Dr. Andrea
Senior Mentor
Specialties:
Social Sciences, Public Policy, International Development, Economics
Affiliations:
Virginia Tech, Universidad Externado de Colombia
Dr. Andrea is an economist and public policy scholar with more than twelve years of cross-sector experience in research, teaching, and international development. Her career bridges academic research, applied policy design, and institutional collaboration, with a clear mission: to advance equity, access, and effective governance across the United States and Latin America.
Currently based at the School of Public and International Affairs at Virginia Tech, Dr. Briceño teaches graduate-level courses in Research Methods I and II, Quantitative Methods, and Policy Design, where she equips emerging policymakers and analysts with the skills needed to design and evaluate policies that improve lives. Her teaching blends methodological rigor with real-world application, encouraging students to see data not merely as numbers but as stories about people, systems, and opportunities.
In her courses, Dr. Andrea emphasizes critical thinking, ethical inquiry, and methodological precision. She guides students through the process of crafting research questions, selecting appropriate analytical tools, and interpreting evidence in ways that inform meaningful policy decisions. Her teaching has consistently been praised for its clarity, relevance, and capacity to make complex analytical tools—such as regression models, causal inference, and survey design—accessible to students from diverse professional and disciplinary backgrounds.
Before joining Virginia Tech, Dr. Andrea taught economics courses in her native Colombia, where she contributed to the development of future economists and public sector leaders. Her experience in Latin America has deeply shaped her understanding of development challenges and governance systems in diverse institutional contexts. Fluent in Spanish and English, she brings a cross-cultural perspective that allows her to connect technical analysis with the lived realities of communities and stakeholders across Latin America and the United States.
In addition to her academic roles, Dr. Andrea has collaborated with international and regional organizations, including the Organization of American States (OAS) and the Inter-American Development Bank (IDB). In these engagements, she has designed and evaluated programs focused on institutional reform, social inclusion, and administrative efficiency. Her cross-sector experience—spanning academia, government, and multilateral institutions—has provided her with a holistic view of how evidence can drive better policy and how governance structures can either facilitate or hinder equitable outcomes.
Her research agenda centers on the concept of administrative burdens—the time, effort, and psychological costs that citizens face when trying to access public programs and services. She investigates how bureaucratic complexity, discretionary implementation, and intergovernmental tensions shape the experiences of marginalized groups. Her research seeks to answer questions such as: How do administrative procedures reproduce inequality? Why do citizens in disadvantaged positions often bear higher opportunity costs in their interactions with the state? And how can public institutions reduce these burdens through policy and design innovation?
Dr. Andrea scholarship has appeared in leading peer-reviewed journals in public administration and policy studies. Her recent article, “Gauging the Inequality of Time Use in Government Services,” published in the Journal of Social Equity and Public Administration, exemplifies her interdisciplinary approach. The study analyzes 20 years of U.S. federal government data to uncover how structural inequities manifest through waiting times and access to services. She argues that time itself is an economic resource, one that imposes higher opportunity costs on individuals in disadvantaged positions. By revealing how administrative inefficiencies disproportionately affect low-income and marginalized citizens, the article exposes a hidden layer of inequality within routine bureaucratic encounters—one that has long-term implications for equity, trust in government, and policy legitimacy.
Beyond this publication, Dr. Andrea has conducted and supervised research on education policy, workforce development, immigration, and language access, using mixed-methods designs that integrate large-scale quantitative data with qualitative insights from interviews, focus groups, and document analysis. Her methodological expertise includes advanced quantitative analysis (using Stata, R, and Power BI) and qualitative inquiry (using Atlas.ti and NVivo). She is particularly adept at synthesizing statistical patterns with lived experiences, ensuring that policy recommendations are both empirically sound and contextually grounded.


- WHAT NEEDS TO BE DONE
Could you write out the listing below exactly as it stands, leaving out the pictures?

* * *

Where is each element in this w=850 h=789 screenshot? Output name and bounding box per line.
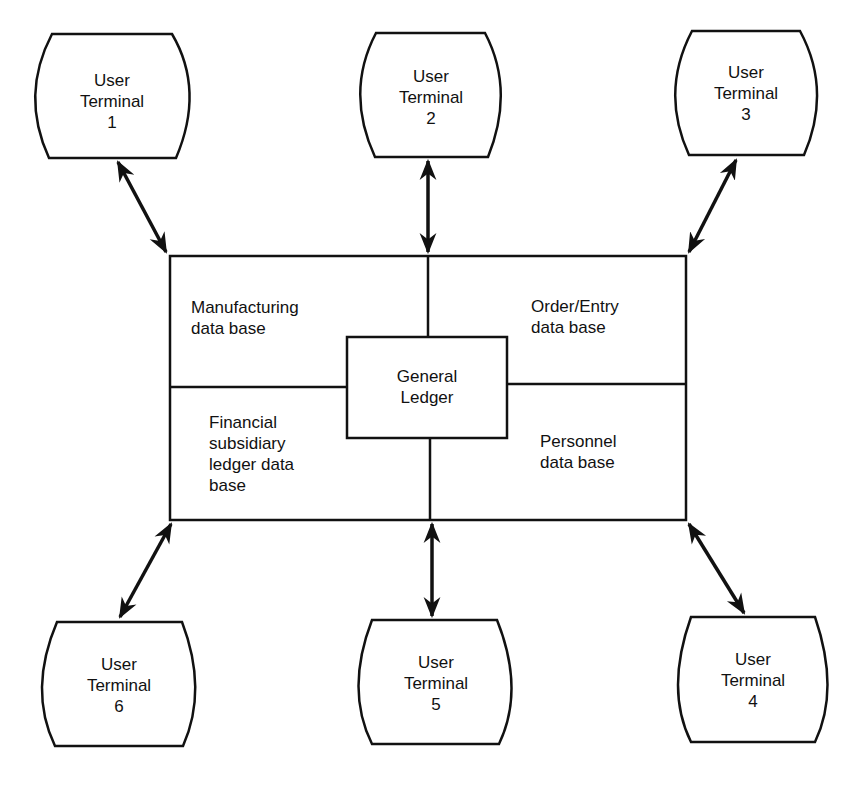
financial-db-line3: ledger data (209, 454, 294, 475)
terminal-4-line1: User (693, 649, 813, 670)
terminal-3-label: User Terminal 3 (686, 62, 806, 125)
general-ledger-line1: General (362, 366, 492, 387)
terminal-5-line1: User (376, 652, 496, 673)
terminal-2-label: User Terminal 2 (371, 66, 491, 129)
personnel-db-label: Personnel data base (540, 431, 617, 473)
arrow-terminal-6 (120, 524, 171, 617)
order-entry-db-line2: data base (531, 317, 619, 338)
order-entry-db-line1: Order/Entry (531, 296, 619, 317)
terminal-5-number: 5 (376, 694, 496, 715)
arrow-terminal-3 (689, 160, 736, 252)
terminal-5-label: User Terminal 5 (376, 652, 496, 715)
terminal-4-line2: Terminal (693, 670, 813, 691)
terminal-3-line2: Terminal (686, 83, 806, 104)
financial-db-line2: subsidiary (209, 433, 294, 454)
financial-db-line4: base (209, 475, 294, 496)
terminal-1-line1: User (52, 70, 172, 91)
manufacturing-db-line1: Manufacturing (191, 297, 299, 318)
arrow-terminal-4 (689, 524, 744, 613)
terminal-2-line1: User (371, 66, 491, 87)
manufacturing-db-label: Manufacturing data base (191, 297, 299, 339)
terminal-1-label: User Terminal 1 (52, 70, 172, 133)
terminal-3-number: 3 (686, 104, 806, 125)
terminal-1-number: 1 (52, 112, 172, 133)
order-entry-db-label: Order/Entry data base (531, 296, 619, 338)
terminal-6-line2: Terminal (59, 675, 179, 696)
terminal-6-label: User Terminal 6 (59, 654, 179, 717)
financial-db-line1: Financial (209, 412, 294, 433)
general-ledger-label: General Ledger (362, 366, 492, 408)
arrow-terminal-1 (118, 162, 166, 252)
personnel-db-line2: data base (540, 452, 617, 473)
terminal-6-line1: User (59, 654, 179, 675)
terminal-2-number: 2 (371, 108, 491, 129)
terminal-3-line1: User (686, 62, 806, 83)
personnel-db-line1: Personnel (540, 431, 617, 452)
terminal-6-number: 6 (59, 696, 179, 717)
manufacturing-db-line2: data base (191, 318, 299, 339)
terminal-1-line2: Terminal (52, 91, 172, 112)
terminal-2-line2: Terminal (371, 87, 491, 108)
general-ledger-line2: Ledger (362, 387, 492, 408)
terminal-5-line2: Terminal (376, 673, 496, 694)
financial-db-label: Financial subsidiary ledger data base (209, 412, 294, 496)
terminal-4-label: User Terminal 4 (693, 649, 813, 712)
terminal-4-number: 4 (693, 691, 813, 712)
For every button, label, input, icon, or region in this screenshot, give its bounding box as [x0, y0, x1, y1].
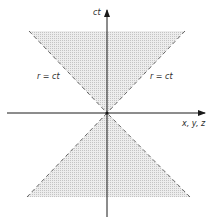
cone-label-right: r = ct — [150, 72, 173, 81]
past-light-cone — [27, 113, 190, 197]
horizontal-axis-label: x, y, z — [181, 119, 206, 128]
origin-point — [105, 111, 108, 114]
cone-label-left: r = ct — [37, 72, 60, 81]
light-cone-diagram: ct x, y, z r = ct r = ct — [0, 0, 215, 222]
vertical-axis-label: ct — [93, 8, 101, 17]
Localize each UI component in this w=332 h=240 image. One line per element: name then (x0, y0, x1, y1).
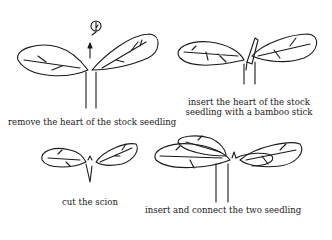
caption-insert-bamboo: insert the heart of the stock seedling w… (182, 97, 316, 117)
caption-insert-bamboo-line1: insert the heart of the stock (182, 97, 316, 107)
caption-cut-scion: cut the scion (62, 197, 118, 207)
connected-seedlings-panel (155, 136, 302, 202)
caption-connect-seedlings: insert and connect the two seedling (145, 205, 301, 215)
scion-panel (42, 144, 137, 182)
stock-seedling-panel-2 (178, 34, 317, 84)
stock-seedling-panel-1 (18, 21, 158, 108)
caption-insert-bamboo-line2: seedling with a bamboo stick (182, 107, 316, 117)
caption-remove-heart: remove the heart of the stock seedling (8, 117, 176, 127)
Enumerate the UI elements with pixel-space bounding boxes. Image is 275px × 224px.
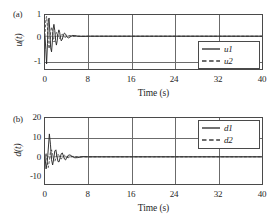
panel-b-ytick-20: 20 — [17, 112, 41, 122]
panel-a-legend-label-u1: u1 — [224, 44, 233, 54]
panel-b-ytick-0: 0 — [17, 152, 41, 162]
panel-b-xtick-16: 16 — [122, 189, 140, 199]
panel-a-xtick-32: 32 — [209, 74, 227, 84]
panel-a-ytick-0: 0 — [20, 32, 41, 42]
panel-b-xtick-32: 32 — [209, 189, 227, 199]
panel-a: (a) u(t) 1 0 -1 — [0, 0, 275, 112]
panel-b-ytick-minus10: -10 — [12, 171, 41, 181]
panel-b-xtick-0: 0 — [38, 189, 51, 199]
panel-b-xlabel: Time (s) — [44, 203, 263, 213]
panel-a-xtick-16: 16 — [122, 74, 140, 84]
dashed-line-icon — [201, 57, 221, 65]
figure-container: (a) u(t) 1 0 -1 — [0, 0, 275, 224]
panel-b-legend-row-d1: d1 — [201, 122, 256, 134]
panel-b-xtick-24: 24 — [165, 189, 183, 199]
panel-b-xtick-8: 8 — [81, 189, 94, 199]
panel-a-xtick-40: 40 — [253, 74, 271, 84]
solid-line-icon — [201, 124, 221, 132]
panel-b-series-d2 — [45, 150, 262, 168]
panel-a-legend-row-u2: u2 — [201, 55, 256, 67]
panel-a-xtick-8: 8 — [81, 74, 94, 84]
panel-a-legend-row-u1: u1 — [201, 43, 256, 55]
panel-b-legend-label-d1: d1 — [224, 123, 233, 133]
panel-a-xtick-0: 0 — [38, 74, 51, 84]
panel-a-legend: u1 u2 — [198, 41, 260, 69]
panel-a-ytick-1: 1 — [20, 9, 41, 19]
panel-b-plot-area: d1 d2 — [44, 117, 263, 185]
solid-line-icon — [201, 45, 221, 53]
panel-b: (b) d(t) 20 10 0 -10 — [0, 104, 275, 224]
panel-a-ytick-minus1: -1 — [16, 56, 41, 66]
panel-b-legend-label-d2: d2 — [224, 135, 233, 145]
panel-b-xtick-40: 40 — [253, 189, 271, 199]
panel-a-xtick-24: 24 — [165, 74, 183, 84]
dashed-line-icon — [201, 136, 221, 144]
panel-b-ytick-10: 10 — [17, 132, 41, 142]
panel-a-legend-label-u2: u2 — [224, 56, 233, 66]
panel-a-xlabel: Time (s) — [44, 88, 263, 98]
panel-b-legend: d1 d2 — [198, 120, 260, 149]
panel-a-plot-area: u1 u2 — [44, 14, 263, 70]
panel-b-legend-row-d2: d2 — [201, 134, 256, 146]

* * *

- FINAL ANSWER
Where is each element in this w=850 h=789 screenshot? Output name and bounding box per line.
financial-db-line3: ledger data (209, 454, 294, 475)
terminal-4-line1: User (693, 649, 813, 670)
terminal-3-label: User Terminal 3 (686, 62, 806, 125)
general-ledger-line1: General (362, 366, 492, 387)
terminal-5-line1: User (376, 652, 496, 673)
terminal-2-label: User Terminal 2 (371, 66, 491, 129)
personnel-db-label: Personnel data base (540, 431, 617, 473)
arrow-terminal-6 (120, 524, 171, 617)
order-entry-db-line2: data base (531, 317, 619, 338)
order-entry-db-line1: Order/Entry (531, 296, 619, 317)
terminal-5-number: 5 (376, 694, 496, 715)
arrow-terminal-3 (689, 160, 736, 252)
terminal-5-label: User Terminal 5 (376, 652, 496, 715)
terminal-4-line2: Terminal (693, 670, 813, 691)
terminal-3-line2: Terminal (686, 83, 806, 104)
financial-db-line2: subsidiary (209, 433, 294, 454)
financial-db-line4: base (209, 475, 294, 496)
terminal-1-line1: User (52, 70, 172, 91)
manufacturing-db-line1: Manufacturing (191, 297, 299, 318)
arrow-terminal-4 (689, 524, 744, 613)
terminal-2-line1: User (371, 66, 491, 87)
manufacturing-db-label: Manufacturing data base (191, 297, 299, 339)
terminal-1-label: User Terminal 1 (52, 70, 172, 133)
terminal-3-number: 3 (686, 104, 806, 125)
terminal-1-number: 1 (52, 112, 172, 133)
order-entry-db-label: Order/Entry data base (531, 296, 619, 338)
terminal-6-line2: Terminal (59, 675, 179, 696)
terminal-6-label: User Terminal 6 (59, 654, 179, 717)
financial-db-line1: Financial (209, 412, 294, 433)
general-ledger-label: General Ledger (362, 366, 492, 408)
arrow-terminal-1 (118, 162, 166, 252)
personnel-db-line2: data base (540, 452, 617, 473)
terminal-6-line1: User (59, 654, 179, 675)
terminal-2-number: 2 (371, 108, 491, 129)
terminal-3-line1: User (686, 62, 806, 83)
personnel-db-line1: Personnel (540, 431, 617, 452)
terminal-6-number: 6 (59, 696, 179, 717)
manufacturing-db-line2: data base (191, 318, 299, 339)
terminal-1-line2: Terminal (52, 91, 172, 112)
terminal-2-line2: Terminal (371, 87, 491, 108)
general-ledger-line2: Ledger (362, 387, 492, 408)
terminal-5-line2: Terminal (376, 673, 496, 694)
financial-db-label: Financial subsidiary ledger data base (209, 412, 294, 496)
terminal-4-label: User Terminal 4 (693, 649, 813, 712)
terminal-4-number: 4 (693, 691, 813, 712)
For every button, label, input, icon, or region in this screenshot, give its bounding box as [x0, y0, x1, y1].
cone-label-right: r = ct — [150, 72, 173, 81]
past-light-cone — [27, 113, 190, 197]
horizontal-axis-label: x, y, z — [181, 119, 206, 128]
origin-point — [105, 111, 108, 114]
cone-label-left: r = ct — [37, 72, 60, 81]
light-cone-diagram: ct x, y, z r = ct r = ct — [0, 0, 215, 222]
vertical-axis-label: ct — [93, 8, 101, 17]
Localize each UI component in this w=332 h=240 image. One line per element: name then (x0, y0, x1, y1).
caption-insert-bamboo: insert the heart of the stock seedling w… (182, 97, 316, 117)
caption-insert-bamboo-line1: insert the heart of the stock (182, 97, 316, 107)
caption-cut-scion: cut the scion (62, 197, 118, 207)
connected-seedlings-panel (155, 136, 302, 202)
caption-connect-seedlings: insert and connect the two seedling (145, 205, 301, 215)
scion-panel (42, 144, 137, 182)
stock-seedling-panel-2 (178, 34, 317, 84)
stock-seedling-panel-1 (18, 21, 158, 108)
caption-insert-bamboo-line2: seedling with a bamboo stick (182, 107, 316, 117)
caption-remove-heart: remove the heart of the stock seedling (8, 117, 176, 127)
Enumerate the UI elements with pixel-space bounding boxes. Image is 275px × 224px.
panel-b-ytick-20: 20 — [17, 112, 41, 122]
panel-a-legend-label-u1: u1 — [224, 44, 233, 54]
panel-b-ytick-0: 0 — [17, 152, 41, 162]
panel-b-xtick-16: 16 — [122, 189, 140, 199]
panel-a-xtick-32: 32 — [209, 74, 227, 84]
panel-a-ytick-0: 0 — [20, 32, 41, 42]
panel-b-xtick-32: 32 — [209, 189, 227, 199]
panel-a: (a) u(t) 1 0 -1 — [0, 0, 275, 112]
panel-b-ytick-minus10: -10 — [12, 171, 41, 181]
panel-b-xtick-0: 0 — [38, 189, 51, 199]
panel-b-xlabel: Time (s) — [44, 203, 263, 213]
panel-a-xtick-16: 16 — [122, 74, 140, 84]
dashed-line-icon — [201, 57, 221, 65]
figure-container: (a) u(t) 1 0 -1 — [0, 0, 275, 224]
panel-b-legend-row-d1: d1 — [201, 122, 256, 134]
panel-b-xtick-24: 24 — [165, 189, 183, 199]
panel-b-xtick-8: 8 — [81, 189, 94, 199]
panel-a-xtick-40: 40 — [253, 74, 271, 84]
solid-line-icon — [201, 124, 221, 132]
panel-b-series-d2 — [45, 150, 262, 168]
panel-a-legend-row-u2: u2 — [201, 55, 256, 67]
panel-a-xtick-8: 8 — [81, 74, 94, 84]
panel-a-legend-row-u1: u1 — [201, 43, 256, 55]
panel-b-legend-label-d1: d1 — [224, 123, 233, 133]
panel-a-xtick-0: 0 — [38, 74, 51, 84]
panel-a-legend: u1 u2 — [198, 41, 260, 69]
panel-a-ytick-1: 1 — [20, 9, 41, 19]
panel-b-plot-area: d1 d2 — [44, 117, 263, 185]
solid-line-icon — [201, 45, 221, 53]
panel-b: (b) d(t) 20 10 0 -10 — [0, 104, 275, 224]
panel-a-ytick-minus1: -1 — [16, 56, 41, 66]
panel-b-legend-label-d2: d2 — [224, 135, 233, 145]
panel-b-xtick-40: 40 — [253, 189, 271, 199]
panel-a-xtick-24: 24 — [165, 74, 183, 84]
dashed-line-icon — [201, 136, 221, 144]
panel-b-ytick-10: 10 — [17, 132, 41, 142]
panel-a-legend-label-u2: u2 — [224, 56, 233, 66]
panel-a-xlabel: Time (s) — [44, 88, 263, 98]
panel-b-legend: d1 d2 — [198, 120, 260, 149]
panel-a-plot-area: u1 u2 — [44, 14, 263, 70]
panel-b-legend-row-d2: d2 — [201, 134, 256, 146]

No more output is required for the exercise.